Posted on February 10, 2009
Mexico’s government is under the glare of stage lights in different national and international venues for allegedly allowing the systematic violation of human rights. The administration of President Felipe Calderon faces a test today (Feb. 10, 2009), when the Geneva-based United Nations Human Rights Council will submit Mexico to a three-hour exam and possibly assign voluntary make-up work.
February 17, 2009
Former Latin American presidents Cardoso, Gaviria and Zedillo told the United States what it didn’t want to hear: that their fight against drugs has failed and that it’s time to seek another approach.

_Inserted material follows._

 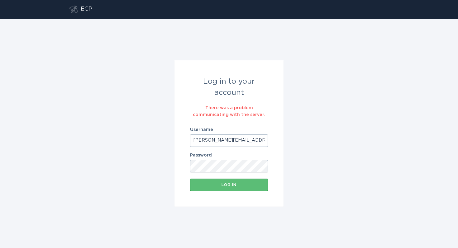 What do you see at coordinates (229, 87) in the screenshot?
I see `div: Log in to your account` at bounding box center [229, 87].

Note: This is another encouraging piece except that Semana allows the Colombian government to get away with the strange claim that “the fight against drugs hasn’t been a failure in Colombia because if they hadn’t had implemented it, institutions would have failed”.
Strange in a country in which 4 million people have been driven from their land by government-backed paramilitaries, many too brutal to be ignored anymore by the u.s.g. which, although funding Colombia year-in-and-year-out, has had to add them to the State Department’s list of terrorist organizations. Talk about failed institutions. . .

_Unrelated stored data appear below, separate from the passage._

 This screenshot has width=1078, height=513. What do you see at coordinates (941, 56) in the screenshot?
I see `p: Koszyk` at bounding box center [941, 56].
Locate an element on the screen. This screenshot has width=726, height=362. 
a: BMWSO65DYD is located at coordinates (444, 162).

Report by the Latin American Commission on Drugs and Democracy
declaracao_ingles_site
Great analysis of highlights of the Commission Report by Laura Carlsen of the Americas Program at the Center for International Policy can be found at the Huffington Post.
Please popularize that analysis by linking to it etc. . .
Yes, we can!
Subcommittee on the Western Hemisphere
Eliot L. Engel (D-NY), Chairman
U.S. Policy Toward Latin America in 2009 and Beyond
You can download the witnesses’ testimonies at the site above.
The U.S. Congress is beginning to recognize the failure of the ‘war on
drugs’. That’s because of your work and the many fighting the domestic
and international policies which benefit drug cartels and corrupt
governments while increasing violence and human rights abuses and
promoting the high profit of narco-industry and its security and
banking partners.
Contact your Congressional Representative to schedule a face-to-face
meeting as part of the International Day of Action announced by
Friends of Brad Will last week.
http://www.nytimes.com/2009/01/20/opinion/l20blow.html
Drug Prosecutions
To the Editor:
Op-Ed Columnist: Cocaine and White Teens (January 10, 2009)
In “Cocaine and White Teens” (column, Jan. 10), Charles M. Blow writes that white teenagers use more cocaine than black teenagers, and cites a ratio of 10 to 1 of white versus black teenagers entering drug treatment for crack and cocaine use.
A significant but missing statistic is white versus black teenagers entering the criminal justice system.
F.B.I. statistics for many years have shown more whites than blacks arrested for drugs, while more blacks than whites are incarcerated. We should not lose sight that our war on drugs has been a war on people of a certain color. Howard Josepher
New York, Jan. 16, 2009
The writer is president of Exponents, which helps people affected by drug addiction.